5. Execute and record results
- Run the smallest eval slice that can falsify the current approach.
- Record case-level outputs, aggregate scores, failure buckets, and latency or cost when relevant.
- Persist exact traces so you can reconstruct how every output was produced.
- Repeat stochastic calls when variance matters.
- Preserve before/after comparability by keeping the benchmark slice fixed across iterations.
6. Diagnose failures structurally
- Group failures by type before editing prompts.
- Read every failing case and at least a representative sample of passing cases.
- Build an influence ledger mapping components to observed behaviors and confidence levels.
- Distinguish:
- prompt wording failures
- context assembly failures
- retrieval failures
- tool selection or tool argument failures
- parser or schema failures
- stochastic instability
- Explain which stage is most likely responsible and what evidence supports that judgment.
7. Run attribution tests
- Use one-component-at-a-time ablations where possible.
- Use pairwise differential reruns to compare current and manipulated traces on the same cases.
- Use context substitutions or chunk removals for RAG when prompt text alone is not the real cause.
- Reject optimization ideas that are only weakly correlated with the failure.
8. Propose optimizations
- Tie every recommendation to observed failure patterns.
- Prefer interventions in this order:
- clarify success criteria or rubrics
- fix context assembly or retrieval pollution
- tighten output contracts and schema checks
- improve instruction ordering and constraint wording
- add or replace few-shot examples
- split overloaded prompts into stages
- For each proposed change, state:
- target component IDs
- expected causal mechanism
- evidence supporting the change
- downside risk
- Do not claim a change helped unless the same eval slice was rerun.
9. Apply patches only when trust is earned
- Recommendation-first is the default mode.
- Auto-patching is opt-in for low-risk, auditable changes.
- If you patch, rerun the benchmark slice and compare the same metrics.
- If the patch alters more than one causal hypothesis at once, call that out and lower confidence.
Required Artifacts
Each serious EvalSmith run should leave behind:
- a workflow analysis report
- an eval plan or spec
- benchmark cases
- rubric definitions
- a component inventory
- an ablation or counterfactual plan
- exact or near-exact trace artifacts
- a forensic analysis report
- a run report
- a comparison report if a prior run exists
- an optimization proposal
Follow the exact contracts in references/artifact-contract.md.
Anti-Patterns
- Do not start with “improve the prompt” before understanding the repo.
- Do not hide uncertainty.
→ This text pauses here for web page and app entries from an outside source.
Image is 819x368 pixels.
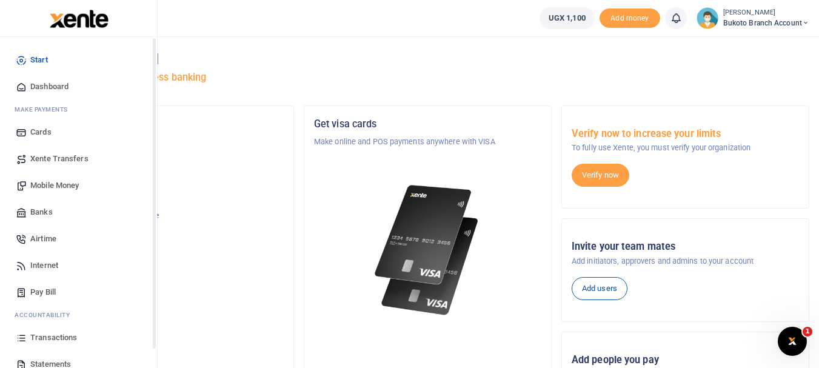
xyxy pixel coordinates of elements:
[56,136,284,148] p: Tugende Limited
[535,7,599,29] li: Wallet ballance
[10,305,147,324] li: Ac
[30,332,77,344] span: Transactions
[30,126,52,138] span: Cards
[10,172,147,199] a: Mobile Money
[10,252,147,279] a: Internet
[30,206,53,218] span: Banks
[10,324,147,351] a: Transactions
[572,354,799,366] h5: Add people you pay
[56,183,284,195] p: Bukoto Branch account
[10,279,147,305] a: Pay Bill
[56,210,284,222] p: Your current account balance
[723,18,809,28] span: Bukoto Branch account
[778,327,807,356] iframe: Intercom live chat
[48,13,108,22] a: logo-small logo-large logo-large
[314,118,541,130] h5: Get visa cards
[56,118,284,130] h5: Organization
[46,52,809,65] h4: Hello [PERSON_NAME]
[30,153,88,165] span: Xente Transfers
[572,164,629,187] a: Verify now
[10,73,147,100] a: Dashboard
[572,277,627,300] a: Add users
[30,259,58,272] span: Internet
[802,327,812,336] span: 1
[10,119,147,145] a: Cards
[10,100,147,119] li: M
[10,225,147,252] a: Airtime
[572,142,799,154] p: To fully use Xente, you must verify your organization
[50,10,108,28] img: logo-large
[599,8,660,28] span: Add money
[572,128,799,140] h5: Verify now to increase your limits
[314,136,541,148] p: Make online and POS payments anywhere with VISA
[24,310,70,319] span: countability
[56,225,284,237] h5: UGX 1,100
[572,255,799,267] p: Add initiators, approvers and admins to your account
[572,241,799,253] h5: Invite your team mates
[30,233,56,245] span: Airtime
[696,7,809,29] a: profile-user [PERSON_NAME] Bukoto Branch account
[56,165,284,177] h5: Account
[696,7,718,29] img: profile-user
[10,145,147,172] a: Xente Transfers
[30,286,56,298] span: Pay Bill
[539,7,595,29] a: UGX 1,100
[549,12,585,24] span: UGX 1,100
[46,72,809,84] h5: Welcome to better business banking
[30,179,79,192] span: Mobile Money
[723,8,809,18] small: [PERSON_NAME]
[371,177,485,323] img: xente-_physical_cards.png
[10,199,147,225] a: Banks
[21,105,68,114] span: ake Payments
[599,8,660,28] li: Toup your wallet
[599,13,660,22] a: Add money
[30,54,48,66] span: Start
[10,47,147,73] a: Start
[30,81,68,93] span: Dashboard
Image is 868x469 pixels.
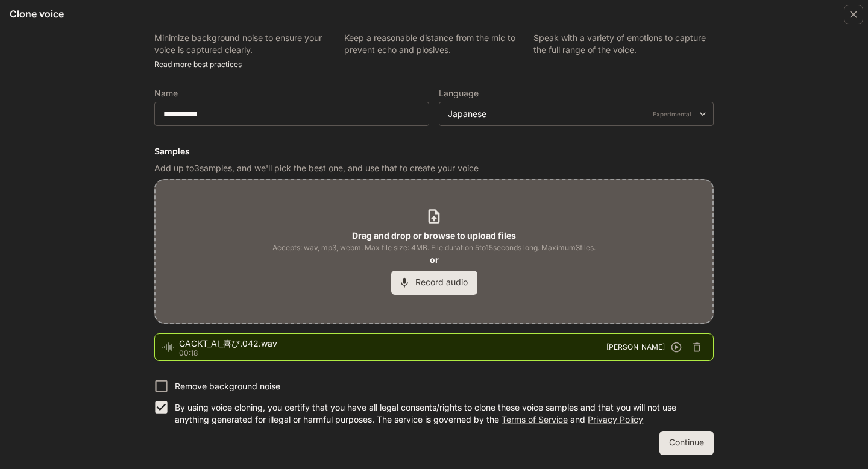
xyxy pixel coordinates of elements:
b: or [430,254,439,265]
a: Read more best practices [154,60,242,69]
span: Accepts: wav, mp3, webm. Max file size: 4MB. File duration 5 to 15 seconds long. Maximum 3 files. [273,242,596,254]
span: [PERSON_NAME] [607,341,665,354]
p: Speak with a variety of emotions to capture the full range of the voice. [533,32,714,56]
button: Record audio [391,271,477,295]
b: Drag and drop or browse to upload files [352,231,516,240]
p: Name [154,90,178,97]
p: 00:18 [179,350,607,357]
p: Remove background noise [175,381,281,393]
p: Language [439,90,479,97]
a: Terms of Service [502,414,568,425]
p: Add up to 3 samples, and we'll pick the best one, and use that to create your voice [154,162,714,175]
button: Continue [660,431,714,455]
h5: Clone voice [10,7,64,20]
div: Japanese [448,108,694,120]
p: Keep a reasonable distance from the mic to prevent echo and plosives. [344,32,525,56]
a: Privacy Policy [588,414,643,425]
p: By using voice cloning, you certify that you have all legal consents/rights to clone these voice ... [175,402,704,426]
p: Experimental [651,109,694,119]
p: Minimize background noise to ensure your voice is captured clearly. [154,32,335,56]
h6: Samples [154,146,714,157]
div: JapaneseExperimental [439,108,713,120]
span: GACKT_AI_喜び.042.wav [179,338,607,350]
State assumptions explicitly.
- Do not rely on one generic score for a multi-stage system.
- Do not use judge-only evals when deterministic checks are available.
- Do not confuse benchmark generation with benchmark validity.
- Do not make causal claims from aggregate benchmark deltas alone.
- Do not collapse all context into one opaque block. Componentize it.
- Do not ship “prompt improvements” that were never isolated against counterfactuals or reruns.
- Do not let the eval become a dashboard exercise detached from the codebase.